With karaoke, everyone has a chance. They also
probably have a good deal of ego to themselves:
they feel that everyone wants to be seeing them
and that they're doing people a favor by
singing for them.
"Guys like [Tony T.] are nothing but entertainment
for the host," continues Mike. "He'll be
working the room and getting his adulation, but
he's playing at, like, Joe's Grease Pit,
with eight people there. He's strutting the
room and making mistakes, singing the wrong notes,
and Tony T., he's been working, like, eight
years now to do this. I mean, six years ago,
when I was [hosting] full-time, every night he'd
show up at whatever bar I was at; he'd bust
in expecting me to throw him right into the rotation
because he's a 'big star.' " According
to Mike, all Karaokians "are in some level of
Tony T-ism."
Mike prefers karaoke environments where everyone
is having fun. "If it's a family event, all
of a sudden the grandparents want to see the
grandchildren singing, everyone just wants to
see each other having fun doing something. It's
so different in a bar. If you have eight people,
we'd have fun because if someone in our group
sang -- good or bad -- we'd be supportive;
or if they sing like shit we can give 'em
hell. But when you get a single guy walking into
a karaoke bar at 11 o'clock with his discs,
I can read him right away -- he probably doesn't
drink, because he's driving from bar to bar,
doesn't spend any money at the bar; probably
thinks he's going to walk in and I'm
gonna put him up and he's going to kick ass
and leave. I'd do the same thing, want to
get put up and sing, but I drink like a fish
and tip."
Champs
One Saturday night Mike stood in for a friend
as KJ at Champs on Clairemont Drive. At first
glance, Champs appeared to be the antithesis
of the Orchard. The average age was under 30.

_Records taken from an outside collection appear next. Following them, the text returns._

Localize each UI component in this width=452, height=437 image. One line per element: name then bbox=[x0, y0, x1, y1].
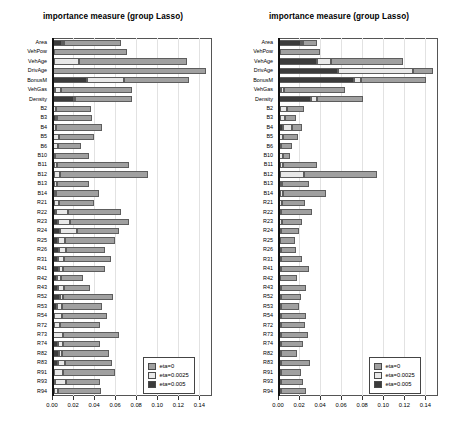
bar-row bbox=[52, 181, 212, 187]
y-axis-tick-label: B2 bbox=[266, 106, 273, 111]
bar-segment bbox=[63, 369, 115, 375]
bar-row bbox=[278, 209, 438, 215]
bar-segment bbox=[282, 219, 302, 225]
y-axis-tick-label: R53 bbox=[263, 304, 273, 309]
bar-row bbox=[278, 313, 438, 319]
y-axis-tick-label: R41 bbox=[263, 266, 273, 271]
bar-row bbox=[52, 124, 212, 130]
y-axis-tick-label: R54 bbox=[37, 313, 47, 318]
figure-container: importance measure (group Lasso) AreaVeh… bbox=[0, 0, 452, 437]
y-axis-tick-label: VehGas bbox=[254, 87, 273, 92]
legend-swatch bbox=[374, 363, 382, 371]
bar-row bbox=[278, 58, 438, 64]
y-axis-tick-label: R41 bbox=[37, 266, 47, 271]
bar-row bbox=[278, 124, 438, 130]
bar-segment bbox=[283, 134, 298, 140]
bar-row bbox=[52, 68, 212, 74]
bar-segment bbox=[281, 266, 309, 272]
bar-segment bbox=[354, 77, 361, 83]
bar-segment bbox=[56, 124, 102, 130]
y-axis-tick-label: DrivAge bbox=[28, 68, 47, 73]
bar-segment bbox=[281, 303, 300, 309]
bar-segment bbox=[281, 256, 302, 262]
bar-segment bbox=[87, 77, 124, 83]
bar-segment bbox=[413, 68, 433, 74]
bar-segment bbox=[285, 115, 296, 121]
bar-row bbox=[278, 181, 438, 187]
y-axis-tick-label: R74 bbox=[37, 341, 47, 346]
bar-segment bbox=[283, 153, 290, 159]
y-axis-tick-label: R23 bbox=[37, 219, 47, 224]
x-axis-tick-label: 0.06 bbox=[330, 402, 352, 408]
y-axis-tick-label: B14 bbox=[37, 191, 47, 196]
x-axis-tick-label: 0.12 bbox=[167, 402, 189, 408]
bar-row bbox=[52, 322, 212, 328]
y-axis-tick-label: R94 bbox=[37, 389, 47, 394]
plot-area-left bbox=[52, 38, 212, 396]
bar-segment bbox=[58, 219, 69, 225]
bar-row bbox=[52, 228, 212, 234]
bar-segment bbox=[278, 40, 301, 46]
bar-segment bbox=[280, 49, 320, 55]
x-axis-tick bbox=[383, 396, 384, 400]
y-axis-tick-label: B12 bbox=[263, 172, 273, 177]
bar-segment bbox=[64, 285, 90, 291]
bar-segment bbox=[59, 200, 94, 206]
x-axis-tick-label: 0.02 bbox=[288, 402, 310, 408]
bar-segment bbox=[64, 256, 111, 262]
bar-segment bbox=[281, 285, 306, 291]
y-axis-tick-label: Density bbox=[255, 97, 273, 102]
bar-segment bbox=[282, 181, 308, 187]
y-axis-tick-label: B10 bbox=[37, 153, 47, 158]
bar-segment bbox=[283, 124, 292, 130]
y-axis-tick-label: R83 bbox=[37, 360, 47, 365]
y-axis-tick-label: R43 bbox=[263, 285, 273, 290]
y-axis-tick-label: BonusM bbox=[27, 78, 47, 83]
x-axis-tick-label: 0.00 bbox=[41, 402, 63, 408]
x-axis-tick-label: 0.10 bbox=[372, 402, 394, 408]
bar-row bbox=[278, 68, 438, 74]
y-axis-tick-label: B5 bbox=[40, 134, 47, 139]
y-axis-tick-label: R82 bbox=[37, 351, 47, 356]
bar-segment bbox=[282, 200, 305, 206]
chart-panel-right: importance measure (group Lasso) AreaVeh… bbox=[226, 0, 452, 437]
bar-row bbox=[278, 294, 438, 300]
bar-segment bbox=[304, 171, 377, 177]
y-axis-tick-label: R74 bbox=[263, 341, 273, 346]
bar-segment bbox=[283, 190, 326, 196]
x-axis-tick bbox=[178, 396, 179, 400]
y-axis-tick-label: R93 bbox=[263, 379, 273, 384]
bar-segment bbox=[281, 341, 303, 347]
bar-segment bbox=[278, 58, 317, 64]
bar-segment bbox=[53, 68, 206, 74]
bar-row bbox=[278, 322, 438, 328]
bar-segment bbox=[58, 388, 101, 394]
bar-segment bbox=[281, 143, 292, 149]
bar-row bbox=[52, 153, 212, 159]
y-axis-tick-label: R73 bbox=[37, 332, 47, 337]
bar-segment bbox=[281, 360, 310, 366]
y-axis-tick-label: Density bbox=[29, 97, 47, 102]
bar-segment bbox=[281, 350, 297, 356]
bar-row bbox=[52, 209, 212, 215]
bar-row bbox=[278, 303, 438, 309]
bar-segment bbox=[57, 162, 129, 168]
y-axis-tick-label: R42 bbox=[263, 276, 273, 281]
bar-row bbox=[52, 303, 212, 309]
y-axis-tick-label: R72 bbox=[263, 323, 273, 328]
y-axis-labels-right: AreaVehPowVehAgeDrivAgeBonusMVehGasDensi… bbox=[226, 38, 276, 396]
y-axis-tick-label: VehAge bbox=[28, 59, 47, 64]
x-axis-tick-label: 0.04 bbox=[83, 402, 105, 408]
y-axis-tick-label: R26 bbox=[37, 247, 47, 252]
bar-row bbox=[52, 106, 212, 112]
bar-segment bbox=[292, 124, 302, 130]
bar-row bbox=[278, 332, 438, 338]
bar-row bbox=[52, 275, 212, 281]
bar-row bbox=[52, 171, 212, 177]
bar-row bbox=[52, 341, 212, 347]
bar-segment bbox=[62, 313, 107, 319]
y-axis-tick-label: B11 bbox=[264, 162, 273, 167]
bar-segment bbox=[79, 58, 187, 64]
y-axis-tick-label: B3 bbox=[266, 115, 273, 120]
bar-row bbox=[52, 266, 212, 272]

Maybe it was the bar owner's intention to
keep the place brightly lit, juxtaposing the
show-all, sober environment with its drunk, hazy-eyed
patrons. Whatever the reason, after the dart
tournament ended, the place remained illuminated
for the rest of the night.
Mike always opens the floor by singing a song. "Mainly
as a sound check, to make sure all the equipment's
working right. And it breaks the ice."
People drank, talked, laughed. What they didn't
do was pay attention to the man singing in the
corner at the far end of the bar. A young woman
named Chelsea belted out Aretha Franklin's "Respect" --
Chelsea was the only person at Champs that night
whose skin was more cappuccino than strawberry-vanilla.